I recently purchase Progressive Resources FAT file system. The code writes to a buffer and then writes out to an SD card when the buffer is full. This all works great but when writing out to the card I get a delay of around 250ms. It seems as though this is supposed to happen because of the delays in searching out a sufficient sector and what not. Oh, I run my spi bus at 5Mhz. My problem is I don't want my processor (18f6720) waiting on that transfer it has to maintain its timing loops at 2 ms and 10 ms. Now I have tried messing with the interrupts but if I run the SD card in the background and it gets interrupted during the big buffer write, it doesn't successfully store the data. I have tried disabling the rtcc interrupt (my timing loops) but that doesn't seem to work. Finally I've tried to prioritize the spi interrupt to see if that would accomplish anything but it didn't. Does any out there have any ideas.
Thanks in advance.
asmallri
Joined: 12 Aug 2004 Posts: 1634 Location: Perth, Australia
Posted: Wed Dec 07, 2005 5:02 pm
Qualifier first: I have not used the software you are talking about. I have written my own SD/MMC drivers and FAT system ported from various bits of code on the web and in the forum library.
The times you are talking about are WAY too long. The only real "long" time required when talking to these cards is the initial power on time where the card can take 500ms (actually takes much less) to transition to the ready state. According to the data sheet a read/write access should "typically" be 1ms and 2ms worst case. My testing shows it to be significantly less than 1ms. If your circuit powers down the SD/MMC card (physically removes power) then you would end up going through this power up sequence each time you accessed the card.
SD/MMC cards go to "sleep" after 5ms of inactivity and it can "take some" to wake up. I have no idea what "some time" is meant to be (I assume it is the 1 to 2ms mentioned previously). All the cards I have tested (about 10 different manufactures) have all responded immediately.
Creating a file can take a 10s of milliseconds (but much less than 250ms) as the PIC has very limited memory so the fat and directory has to be read for each operation and updated after each operation. The PIC does not have sufficient memory to "cache" this as would typically happen on a PC operating system. I am working on a design that requires new data to be logged at a sample rate of 50Hz writing 12 bytes per sample. In order to achieve this I am adding a FRAM to enable me to cache the FAT and the entire current cluster of the target file plus act as a ring buffer to cache incoming data while accessing the SD/MMC card. _________________ Regards, Andrew
I have looked at the power being supplied to the card and even hooked up an external power supply. Still hasn't fixed the problem. It is Progressive's fputc_() function that takes so long. I will do some more digging but I am in the middle of another project now. Has anyone else had a similar problem?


Problem >>
Listed below are entries; give the number of lines among them that include "point", and only that number.

Available data >>
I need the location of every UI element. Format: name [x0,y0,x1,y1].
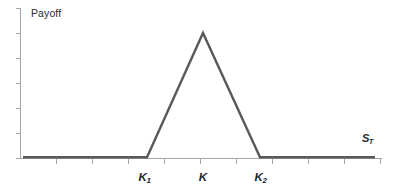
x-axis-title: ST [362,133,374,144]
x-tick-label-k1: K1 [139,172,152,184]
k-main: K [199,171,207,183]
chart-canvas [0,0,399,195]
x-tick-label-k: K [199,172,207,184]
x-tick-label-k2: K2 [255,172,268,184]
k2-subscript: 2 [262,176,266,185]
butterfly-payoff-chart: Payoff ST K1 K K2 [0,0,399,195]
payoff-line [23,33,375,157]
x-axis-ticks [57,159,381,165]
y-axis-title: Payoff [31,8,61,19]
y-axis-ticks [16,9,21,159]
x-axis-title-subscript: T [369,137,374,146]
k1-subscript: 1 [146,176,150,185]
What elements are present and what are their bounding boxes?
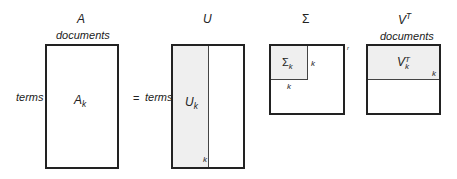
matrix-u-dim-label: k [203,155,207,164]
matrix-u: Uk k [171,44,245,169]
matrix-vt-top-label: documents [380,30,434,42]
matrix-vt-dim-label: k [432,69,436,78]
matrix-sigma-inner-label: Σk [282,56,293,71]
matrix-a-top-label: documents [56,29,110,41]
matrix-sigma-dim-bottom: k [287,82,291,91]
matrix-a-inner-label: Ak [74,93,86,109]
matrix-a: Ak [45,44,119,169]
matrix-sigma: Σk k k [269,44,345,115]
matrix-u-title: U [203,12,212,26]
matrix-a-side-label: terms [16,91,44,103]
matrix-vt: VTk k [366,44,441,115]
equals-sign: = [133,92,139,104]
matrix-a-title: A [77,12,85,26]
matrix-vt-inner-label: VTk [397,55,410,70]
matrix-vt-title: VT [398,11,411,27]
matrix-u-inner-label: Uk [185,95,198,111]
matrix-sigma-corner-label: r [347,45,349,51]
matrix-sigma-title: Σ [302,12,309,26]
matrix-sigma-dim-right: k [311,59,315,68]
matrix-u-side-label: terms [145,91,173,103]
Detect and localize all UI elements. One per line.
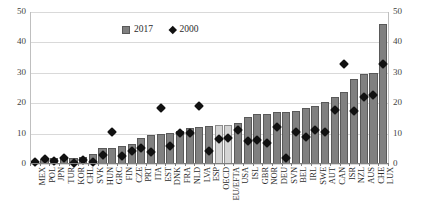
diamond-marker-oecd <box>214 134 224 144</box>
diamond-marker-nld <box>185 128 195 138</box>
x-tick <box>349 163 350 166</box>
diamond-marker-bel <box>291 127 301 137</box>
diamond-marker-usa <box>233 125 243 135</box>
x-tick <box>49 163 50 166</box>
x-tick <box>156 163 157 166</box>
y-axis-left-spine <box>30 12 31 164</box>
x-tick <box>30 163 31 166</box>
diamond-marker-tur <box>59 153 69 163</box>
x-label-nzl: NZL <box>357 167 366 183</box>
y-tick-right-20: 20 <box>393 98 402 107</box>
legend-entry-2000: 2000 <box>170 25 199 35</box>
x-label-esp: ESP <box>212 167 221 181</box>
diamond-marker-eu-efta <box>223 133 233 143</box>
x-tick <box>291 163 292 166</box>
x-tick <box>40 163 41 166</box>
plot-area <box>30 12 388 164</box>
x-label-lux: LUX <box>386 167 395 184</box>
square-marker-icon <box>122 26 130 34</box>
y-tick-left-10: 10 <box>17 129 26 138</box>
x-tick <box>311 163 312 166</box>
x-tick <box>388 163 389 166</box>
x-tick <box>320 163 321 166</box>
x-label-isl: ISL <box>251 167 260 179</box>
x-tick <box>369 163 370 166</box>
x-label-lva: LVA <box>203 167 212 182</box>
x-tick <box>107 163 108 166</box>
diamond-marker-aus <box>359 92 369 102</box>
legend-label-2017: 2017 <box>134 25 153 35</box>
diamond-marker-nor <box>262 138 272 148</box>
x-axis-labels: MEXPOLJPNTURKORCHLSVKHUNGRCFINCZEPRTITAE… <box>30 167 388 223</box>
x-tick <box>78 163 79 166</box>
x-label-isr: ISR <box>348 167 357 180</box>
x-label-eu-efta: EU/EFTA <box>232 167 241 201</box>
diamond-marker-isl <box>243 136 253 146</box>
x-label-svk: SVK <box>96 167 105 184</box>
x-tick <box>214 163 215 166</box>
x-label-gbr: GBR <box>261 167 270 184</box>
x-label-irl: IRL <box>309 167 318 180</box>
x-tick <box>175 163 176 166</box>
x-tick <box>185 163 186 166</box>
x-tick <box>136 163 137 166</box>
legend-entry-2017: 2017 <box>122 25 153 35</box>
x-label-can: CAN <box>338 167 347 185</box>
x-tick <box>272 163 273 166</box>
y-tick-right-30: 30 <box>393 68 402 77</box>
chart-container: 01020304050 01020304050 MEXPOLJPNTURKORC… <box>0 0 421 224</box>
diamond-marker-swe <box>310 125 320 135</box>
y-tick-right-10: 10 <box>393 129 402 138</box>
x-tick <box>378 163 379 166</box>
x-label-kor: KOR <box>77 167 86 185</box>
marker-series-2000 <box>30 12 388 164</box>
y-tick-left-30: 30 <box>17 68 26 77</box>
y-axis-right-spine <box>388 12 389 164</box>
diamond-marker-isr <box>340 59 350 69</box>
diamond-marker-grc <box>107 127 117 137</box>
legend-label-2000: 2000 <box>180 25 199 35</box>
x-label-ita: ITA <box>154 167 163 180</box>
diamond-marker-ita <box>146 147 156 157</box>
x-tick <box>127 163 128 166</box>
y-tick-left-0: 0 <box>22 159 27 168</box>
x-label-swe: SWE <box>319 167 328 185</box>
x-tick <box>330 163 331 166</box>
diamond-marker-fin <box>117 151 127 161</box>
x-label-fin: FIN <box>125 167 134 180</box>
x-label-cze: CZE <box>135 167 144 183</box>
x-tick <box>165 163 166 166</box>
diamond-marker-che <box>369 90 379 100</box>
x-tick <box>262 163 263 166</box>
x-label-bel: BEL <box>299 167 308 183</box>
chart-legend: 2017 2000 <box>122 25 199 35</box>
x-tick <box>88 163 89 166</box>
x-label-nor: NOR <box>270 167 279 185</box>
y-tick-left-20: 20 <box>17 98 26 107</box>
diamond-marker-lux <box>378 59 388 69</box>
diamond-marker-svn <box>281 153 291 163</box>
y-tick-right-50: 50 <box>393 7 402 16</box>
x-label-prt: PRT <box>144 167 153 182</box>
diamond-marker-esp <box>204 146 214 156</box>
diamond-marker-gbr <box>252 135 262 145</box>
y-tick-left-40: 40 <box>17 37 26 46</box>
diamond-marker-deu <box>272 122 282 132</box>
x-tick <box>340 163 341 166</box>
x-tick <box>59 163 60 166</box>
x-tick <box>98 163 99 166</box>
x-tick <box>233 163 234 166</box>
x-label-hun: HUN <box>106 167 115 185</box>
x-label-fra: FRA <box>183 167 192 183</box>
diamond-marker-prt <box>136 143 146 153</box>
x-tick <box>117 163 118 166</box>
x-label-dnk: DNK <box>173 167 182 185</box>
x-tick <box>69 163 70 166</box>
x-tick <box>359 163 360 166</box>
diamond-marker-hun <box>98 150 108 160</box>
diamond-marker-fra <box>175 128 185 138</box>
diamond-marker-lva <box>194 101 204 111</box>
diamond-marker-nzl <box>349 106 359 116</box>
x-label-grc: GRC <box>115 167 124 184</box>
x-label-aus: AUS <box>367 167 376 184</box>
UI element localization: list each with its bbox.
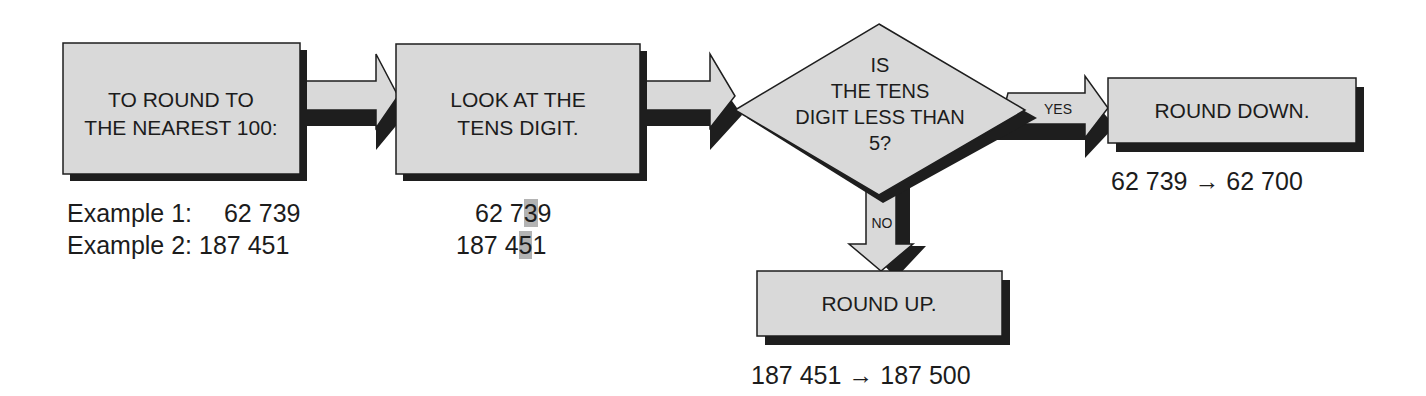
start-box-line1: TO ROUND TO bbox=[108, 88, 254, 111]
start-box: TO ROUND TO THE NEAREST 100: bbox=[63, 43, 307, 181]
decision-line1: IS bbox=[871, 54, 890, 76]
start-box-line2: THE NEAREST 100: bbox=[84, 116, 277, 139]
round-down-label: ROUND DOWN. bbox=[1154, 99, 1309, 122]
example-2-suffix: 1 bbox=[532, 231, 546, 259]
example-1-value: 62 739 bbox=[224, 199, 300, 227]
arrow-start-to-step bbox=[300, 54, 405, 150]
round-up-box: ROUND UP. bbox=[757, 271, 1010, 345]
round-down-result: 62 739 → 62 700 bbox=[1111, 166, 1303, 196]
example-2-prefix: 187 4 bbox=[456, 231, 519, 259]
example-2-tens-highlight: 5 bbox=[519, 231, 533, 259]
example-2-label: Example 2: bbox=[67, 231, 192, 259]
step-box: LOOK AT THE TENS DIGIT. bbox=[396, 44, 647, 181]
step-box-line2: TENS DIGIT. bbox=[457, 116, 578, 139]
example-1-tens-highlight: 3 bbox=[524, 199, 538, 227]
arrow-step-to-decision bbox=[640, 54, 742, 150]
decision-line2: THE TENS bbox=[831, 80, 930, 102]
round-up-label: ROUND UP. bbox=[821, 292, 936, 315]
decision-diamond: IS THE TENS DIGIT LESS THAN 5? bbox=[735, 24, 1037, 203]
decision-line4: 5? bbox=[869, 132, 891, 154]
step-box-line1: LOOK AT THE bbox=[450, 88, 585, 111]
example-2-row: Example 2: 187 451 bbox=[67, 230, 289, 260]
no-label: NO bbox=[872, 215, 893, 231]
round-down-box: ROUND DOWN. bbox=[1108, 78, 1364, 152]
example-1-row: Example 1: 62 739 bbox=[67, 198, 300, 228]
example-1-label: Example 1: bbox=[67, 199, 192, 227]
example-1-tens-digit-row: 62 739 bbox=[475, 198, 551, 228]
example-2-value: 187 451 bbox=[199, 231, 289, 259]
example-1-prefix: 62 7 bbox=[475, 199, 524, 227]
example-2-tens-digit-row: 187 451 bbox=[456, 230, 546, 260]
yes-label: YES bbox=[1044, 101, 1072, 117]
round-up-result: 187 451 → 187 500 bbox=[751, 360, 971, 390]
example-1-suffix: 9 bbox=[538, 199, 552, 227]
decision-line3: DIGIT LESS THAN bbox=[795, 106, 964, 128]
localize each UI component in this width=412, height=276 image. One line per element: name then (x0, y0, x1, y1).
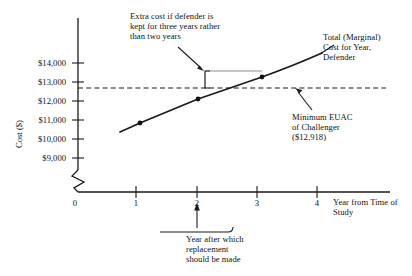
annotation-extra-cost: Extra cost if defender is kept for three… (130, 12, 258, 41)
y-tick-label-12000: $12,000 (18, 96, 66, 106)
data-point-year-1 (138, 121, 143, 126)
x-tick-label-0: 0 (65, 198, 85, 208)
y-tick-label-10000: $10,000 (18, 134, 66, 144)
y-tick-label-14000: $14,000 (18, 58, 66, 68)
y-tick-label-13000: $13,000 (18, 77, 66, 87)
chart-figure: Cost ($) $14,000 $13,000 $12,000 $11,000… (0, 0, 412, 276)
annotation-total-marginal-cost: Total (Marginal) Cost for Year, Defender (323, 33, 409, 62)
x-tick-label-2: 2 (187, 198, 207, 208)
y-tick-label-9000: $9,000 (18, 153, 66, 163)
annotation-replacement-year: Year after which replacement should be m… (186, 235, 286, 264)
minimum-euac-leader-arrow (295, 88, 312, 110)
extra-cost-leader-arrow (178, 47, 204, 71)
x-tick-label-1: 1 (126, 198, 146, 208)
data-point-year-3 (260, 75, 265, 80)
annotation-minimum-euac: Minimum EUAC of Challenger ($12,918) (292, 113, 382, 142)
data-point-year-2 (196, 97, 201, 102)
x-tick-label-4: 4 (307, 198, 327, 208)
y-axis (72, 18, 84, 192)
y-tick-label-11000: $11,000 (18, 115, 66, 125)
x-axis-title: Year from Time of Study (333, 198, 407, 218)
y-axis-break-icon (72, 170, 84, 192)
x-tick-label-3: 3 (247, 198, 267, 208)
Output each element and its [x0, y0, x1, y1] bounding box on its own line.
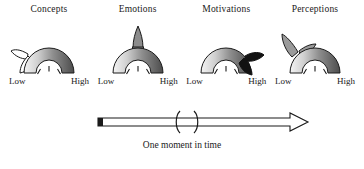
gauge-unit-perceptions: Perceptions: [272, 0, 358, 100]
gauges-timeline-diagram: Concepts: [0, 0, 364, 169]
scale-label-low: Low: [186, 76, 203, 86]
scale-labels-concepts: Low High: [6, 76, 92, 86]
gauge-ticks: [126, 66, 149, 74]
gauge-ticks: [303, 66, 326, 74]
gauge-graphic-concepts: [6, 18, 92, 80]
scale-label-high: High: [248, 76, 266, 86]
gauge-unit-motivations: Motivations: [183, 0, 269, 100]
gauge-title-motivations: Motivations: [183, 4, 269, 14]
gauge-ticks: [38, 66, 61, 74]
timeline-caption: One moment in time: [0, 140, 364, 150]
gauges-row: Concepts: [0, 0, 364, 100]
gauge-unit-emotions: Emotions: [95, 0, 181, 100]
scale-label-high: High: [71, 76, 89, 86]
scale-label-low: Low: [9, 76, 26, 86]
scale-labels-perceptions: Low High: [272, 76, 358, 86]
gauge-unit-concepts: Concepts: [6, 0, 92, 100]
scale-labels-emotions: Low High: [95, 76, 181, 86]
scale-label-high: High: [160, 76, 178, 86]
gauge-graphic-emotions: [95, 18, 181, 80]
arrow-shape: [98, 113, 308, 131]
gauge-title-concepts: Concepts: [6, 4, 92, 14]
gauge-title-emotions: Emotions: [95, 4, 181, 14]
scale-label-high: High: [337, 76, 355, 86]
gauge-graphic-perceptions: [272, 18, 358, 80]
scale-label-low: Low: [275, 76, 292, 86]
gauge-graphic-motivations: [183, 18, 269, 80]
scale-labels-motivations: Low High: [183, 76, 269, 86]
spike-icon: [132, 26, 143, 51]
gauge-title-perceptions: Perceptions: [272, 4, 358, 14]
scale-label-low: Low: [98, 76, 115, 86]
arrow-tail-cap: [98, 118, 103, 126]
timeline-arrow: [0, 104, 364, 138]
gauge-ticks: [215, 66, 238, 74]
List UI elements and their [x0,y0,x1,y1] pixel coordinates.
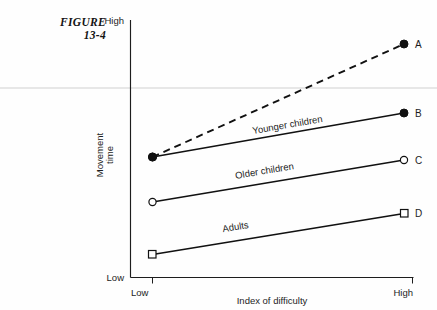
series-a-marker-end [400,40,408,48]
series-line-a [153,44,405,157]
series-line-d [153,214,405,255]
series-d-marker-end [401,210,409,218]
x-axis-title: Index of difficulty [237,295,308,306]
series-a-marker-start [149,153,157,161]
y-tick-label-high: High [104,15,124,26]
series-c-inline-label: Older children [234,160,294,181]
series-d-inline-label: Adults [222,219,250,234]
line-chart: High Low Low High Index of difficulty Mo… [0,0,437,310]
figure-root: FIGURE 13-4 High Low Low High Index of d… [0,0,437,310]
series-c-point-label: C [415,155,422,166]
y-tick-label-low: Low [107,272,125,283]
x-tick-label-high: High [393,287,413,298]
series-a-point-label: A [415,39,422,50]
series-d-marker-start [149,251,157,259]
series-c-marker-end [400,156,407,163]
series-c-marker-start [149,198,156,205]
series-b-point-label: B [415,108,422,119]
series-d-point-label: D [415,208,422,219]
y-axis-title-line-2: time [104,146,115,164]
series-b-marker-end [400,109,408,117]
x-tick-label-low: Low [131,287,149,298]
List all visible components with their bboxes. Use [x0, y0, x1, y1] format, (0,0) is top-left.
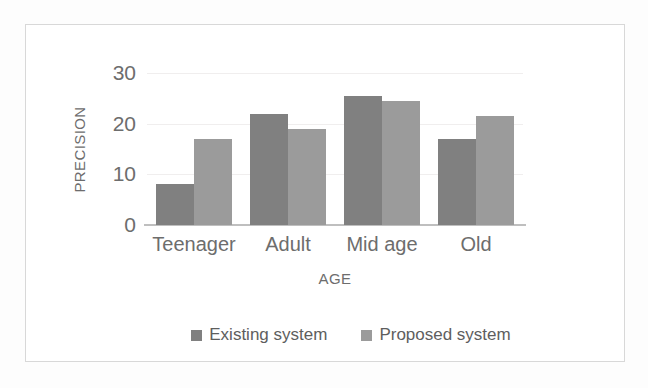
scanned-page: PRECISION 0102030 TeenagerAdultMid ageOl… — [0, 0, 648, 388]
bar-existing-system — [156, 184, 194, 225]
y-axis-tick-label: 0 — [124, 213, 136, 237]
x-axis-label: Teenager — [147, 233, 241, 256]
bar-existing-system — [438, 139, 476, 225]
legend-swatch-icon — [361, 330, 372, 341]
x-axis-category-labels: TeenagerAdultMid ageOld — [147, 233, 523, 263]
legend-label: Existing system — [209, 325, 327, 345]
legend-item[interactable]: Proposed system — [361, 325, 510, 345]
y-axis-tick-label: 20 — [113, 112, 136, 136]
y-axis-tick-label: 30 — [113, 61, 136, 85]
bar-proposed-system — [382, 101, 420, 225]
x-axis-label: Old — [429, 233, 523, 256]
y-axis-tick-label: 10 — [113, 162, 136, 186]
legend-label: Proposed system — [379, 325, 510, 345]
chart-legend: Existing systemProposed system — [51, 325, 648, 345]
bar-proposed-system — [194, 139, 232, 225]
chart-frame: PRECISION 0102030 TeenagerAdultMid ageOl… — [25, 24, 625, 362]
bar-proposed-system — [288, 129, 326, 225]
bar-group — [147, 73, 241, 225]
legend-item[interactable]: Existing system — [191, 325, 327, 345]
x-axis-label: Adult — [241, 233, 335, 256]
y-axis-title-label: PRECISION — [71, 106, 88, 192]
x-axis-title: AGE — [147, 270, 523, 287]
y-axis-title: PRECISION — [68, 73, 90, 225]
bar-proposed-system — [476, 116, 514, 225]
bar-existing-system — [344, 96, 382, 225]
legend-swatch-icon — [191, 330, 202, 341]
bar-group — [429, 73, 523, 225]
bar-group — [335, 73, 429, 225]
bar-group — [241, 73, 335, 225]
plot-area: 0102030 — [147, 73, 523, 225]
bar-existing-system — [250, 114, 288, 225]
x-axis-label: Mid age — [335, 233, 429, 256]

Exercise output >>
7